Grit
I'm following a thread on SIGCSE with some interest: "Non-PL-Based CS Placement Exams". Select quotes:
- Haven't we agreed as a community that "aptitude" is a pernicious and exclusionary construct? ... prior experience is the most important predictor of success.
- N.B. Prior experience certainly affects research readiness, look at the people who end up doing FP research.
- We have a good bit of evidence that there are not innate differences between CS students. Instead, it's a matter of preparation and wealth, ...
- N.B. Innate, perhaps not, but circumstances create different people. More thoughts on this below.
- students who had little or no prior experience were most likely to [fail, but] ... half of all students who earned As were also in the low prior experience cohort
- N.B. I strongly believe that with true effort, anyone can eventually do well, so I suppose I agree.
- the primary reason for so many low grades is that students did not submit the programming assignments ... (My sense is that these students also frequently missed class and did not come to the TA's or my office hours.)
- N.B. Matches my experience TAing and as a student here to a T. Diligence might not get A's, but it does earn B's.
- but I find it implausible that there are no innate differences between the abilities of different people, when it comes to CS or any other endeavor in life.
- N.B. I think the salient question is whether the innate difference is significant enough to matter on its own. My gut feeling is no, in that effort readily substitutes for ability.
- Worse yet, any telegraphing of the notion that students have a "fixed ability" undermines attempts to bring the less experienced players up to a level playing field.
- N.B. I feel this POV is entrenched in Singaporean high school culture, e.g. with respect to Olympiad.
- At CMU students with no programming experience took about 1.5-2 years to reach the same level of performance (gradewise) as students entering with programing experience.
- N.B. Anecdotally, I felt this way about the theory in our program. I've only just started to feel confident about my ability to do anything remotely theoretical -- CDM helped.
- 8-10 years ago, the students entering CS were mainly those who enjoyed STEM-like subjects, and if they did poorly in CS1/2 they would quickly change majors. These days, many students come into CS because it promises a 6-figure salary upon graduation.
- N.B. Plenty of those paycheck people around here.
The conversation is ongoing and fascinating, possibly the most interesting one that I've read on SIGCSE's mailing list this year. Usually you only get blogspam on what mouse to use or another faculty position opening up at XYZ.
I recently had a chat with someone about their motivations for attending college. In attitude and perseverance, I've noticed a distinction between those who can afford to fail and those who cannot, with afford being used in the literal and metaphorical sense.
The former are usually the ones that you see embracing the undisciplined "college experience" life; parties and extracurriculars take priority over academics, assignment deadlines are suggestions, and deeply ingrained is the belief that someone will bail them out -- their future self will suddenly do better, or if they fail their parents will pay for another semester, no big deal. I used to notice a couple of these every semester when I TA'd, and invariably they would underperform.
Curiously, most of the latter that I've seen outside of international country-sponsored scholars are athletes, but I suppose it makes sense. Hard to be a good athlete without discipline. yet to develop a discipline that lets me match their crazy routines...
I posit that this is the hidden variable that significantly explains why some students without prior experience rise to the challenge, and yet some do not. Grit, and the difference between relying on others and having others rely on you. Family sponsored vs sponsoring family, in a sense.
I do believe that people inherently have potential, though the use or waste of it is up to them -- predictively, one semester of bad grades doesn't mean anything, consistent semesters of bad grades means a lot. Though I suppose this means I am in favor of the "rising grades" heuristic for admissions.
Sparring is inherently difficult and if the only way to improve to increase my time on task, then increasing the time spent getting beaten up is incredibly discouraging. I assume a similar experience occurs with Intro to CS students, having to spend 75% of the weekly allocated time on task debugging. Like with sparring, students are discouraged and feel like failures. Why would I spend more time on something I'm bad at and have negative experiences whenever I try? I'm not saying "grit" or perseveration isn't necessary, but you can't teach it if the students don't stick around.
This quote, I'm a little more iffy about.
When I step into a classroom in a teaching position, my goal is to teach everyone who wants to learn. If you want more examples, you get more examples. If you want more motivation behind a topic, you get more motivation. If you want extra time or individual tutoring, you get extra time or individual tutoring.
But if you don't show up or don't want to learn -- there are thousands of people who would have given anything to be in your place. A shot at a better future, a way to climb the social mobility ladder. Is it more ethical to use my time to reach them or to reach you?
The SIGCSE thread further discusses the streaming and splitting of introductory courses. I feel that similar conversations have and will continue to be held regarding CMU's CS core. It will be interesting to see how it evolves.
They say you are the company you keep. Well, then.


Task objective: Restate the following entries exactly. Keep the pictures out.

[Entries from a visual dataset]
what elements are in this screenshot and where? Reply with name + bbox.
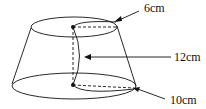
frustum-diagram: 6cm 12cm 10cm	[0, 0, 206, 109]
bottom-radius-dashed	[73, 85, 134, 88]
label-bottom-radius: 10cm	[170, 93, 197, 107]
label-height: 12cm	[174, 50, 201, 64]
height-curve	[73, 27, 80, 85]
arrowhead-height	[84, 54, 91, 60]
top-center-point	[71, 25, 75, 29]
label-top-radius: 6cm	[144, 1, 165, 15]
left-slant-edge	[12, 28, 31, 84]
bottom-radius-arc	[73, 85, 134, 91]
bottom-center-point	[71, 83, 75, 87]
arrow-bottom-radius	[135, 88, 165, 99]
top-radius-arc	[73, 22, 116, 27]
arrowhead-top	[114, 16, 122, 22]
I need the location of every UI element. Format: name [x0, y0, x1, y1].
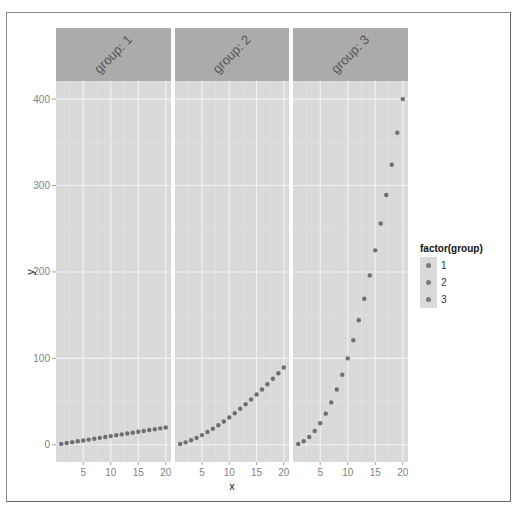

Output for this task:
what elements are in this screenshot and where? Reply with name + bbox.
frustum-diagram: 6cm 12cm 10cm	[0, 0, 206, 109]
bottom-radius-dashed	[73, 85, 134, 88]
label-bottom-radius: 10cm	[170, 93, 197, 107]
label-height: 12cm	[174, 50, 201, 64]
height-curve	[73, 27, 80, 85]
arrowhead-height	[84, 54, 91, 60]
top-center-point	[71, 25, 75, 29]
label-top-radius: 6cm	[144, 1, 165, 15]
left-slant-edge	[12, 28, 31, 84]
bottom-radius-arc	[73, 85, 134, 91]
bottom-center-point	[71, 83, 75, 87]
arrow-bottom-radius	[135, 88, 165, 99]
top-radius-arc	[73, 22, 116, 27]
arrowhead-top	[114, 16, 122, 22]
I need the location of every UI element. Format: name [x0, y0, x1, y1].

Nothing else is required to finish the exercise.